Edinburgh’s seaside Portobello district in 2019, and Essie Pound is part of a specialist cleaning team clearing a flat after an elderly woman’s body is found two years after her death. Part of Essie’s job is to look out for objects in the flat that might explain more about who the person was and why she died. But Essie gets pulled into a deeper mystery, one that takes her back into Portobello’s pasts as well as her own. Investigating more formally is young police officer Emily Noble. Their work is bound to coincide.
Essie says: “Just like Isabella Dawson, my whole life is hidden. From me. And from everyone else too. But not because I’ve buried it in someone else’s rubbish. More because I don’t have anything or anyone to remind me of what it might have been.”
Mary Paulson-Ellis is a new crime and mystery author for me, but I will definitely be seeking out her other standalone novels (which feature some characters from this book). I’m a fan of Elly Griffiths and Ann Cleeves, for their readable characters and good plots, and Paulson-Ellis definitely delivers on these.

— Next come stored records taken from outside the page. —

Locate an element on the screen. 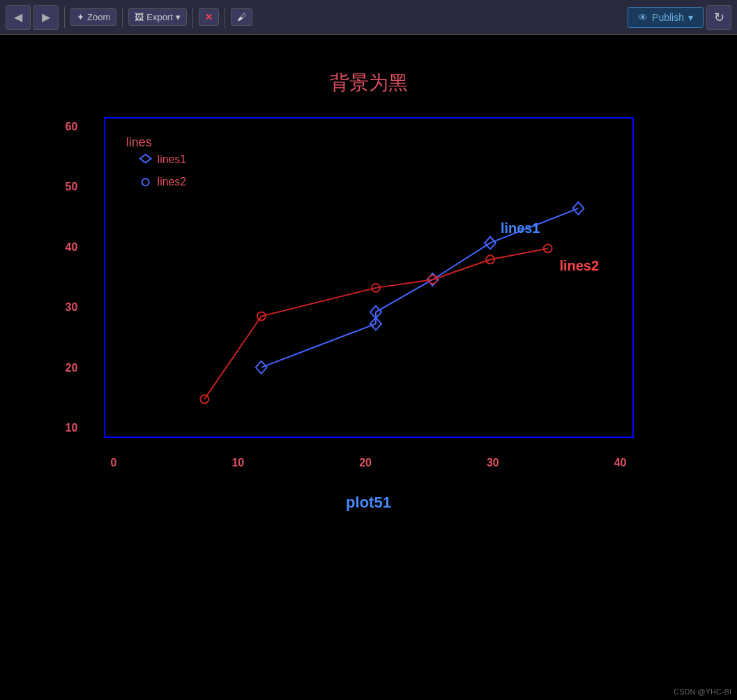 The height and width of the screenshot is (700, 737). y-label-50: 50 is located at coordinates (72, 187).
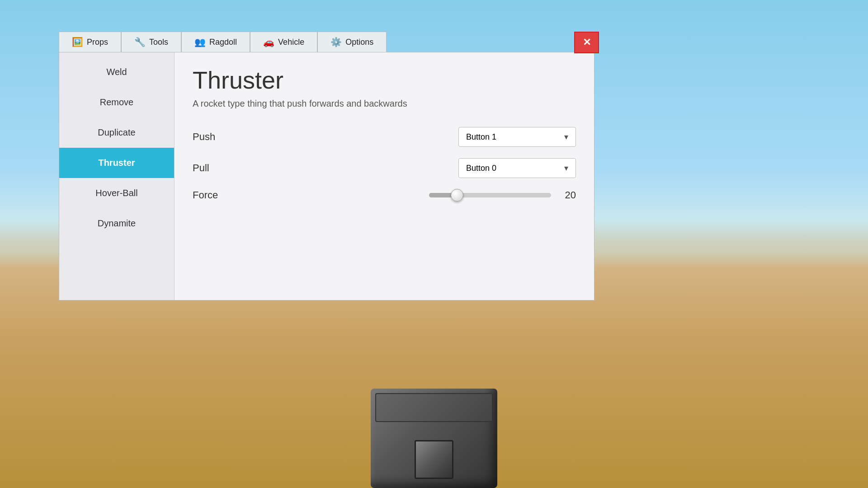 The image size is (868, 488). I want to click on sidebar-item-duplicate-label: Duplicate, so click(117, 133).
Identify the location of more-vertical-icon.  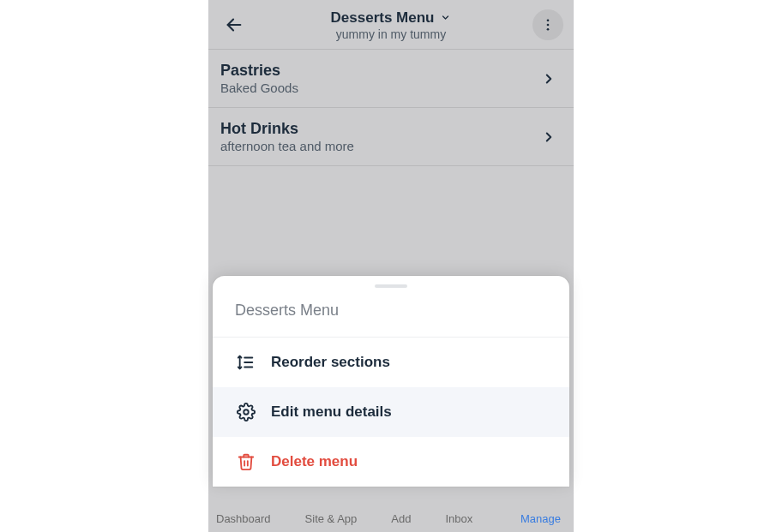
(548, 25).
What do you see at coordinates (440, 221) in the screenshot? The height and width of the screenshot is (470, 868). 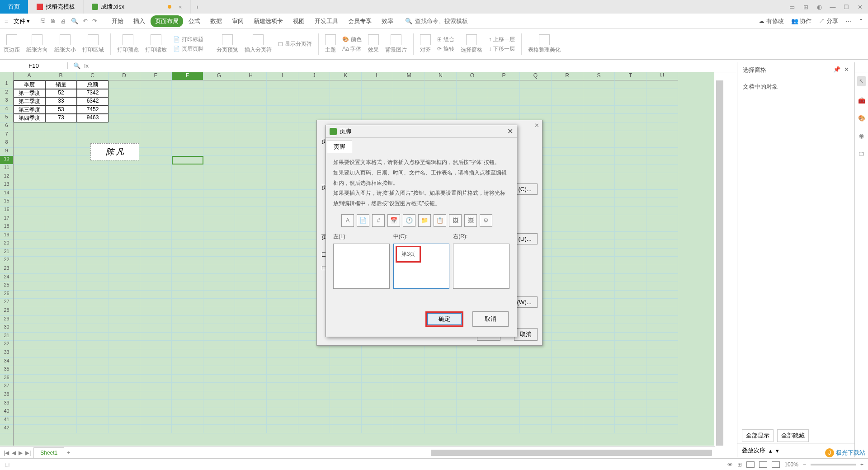 I see `sheet-name-icon: 📋` at bounding box center [440, 221].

Emily Noble’s Disgrace made me remember the excellent biography The Trauma Cleaner, in which author Sarah Krasnostein covers not only Sandra Pankhurst’s life in trauma cleaning but also her transition.
There are strong women characters, and reflections on women’s lives. Some of the themes in the book make for hard reading – for example, suggested child death, and fat phobia. But the story is compelling, the writing is strong, and I read this cover to cover in a day.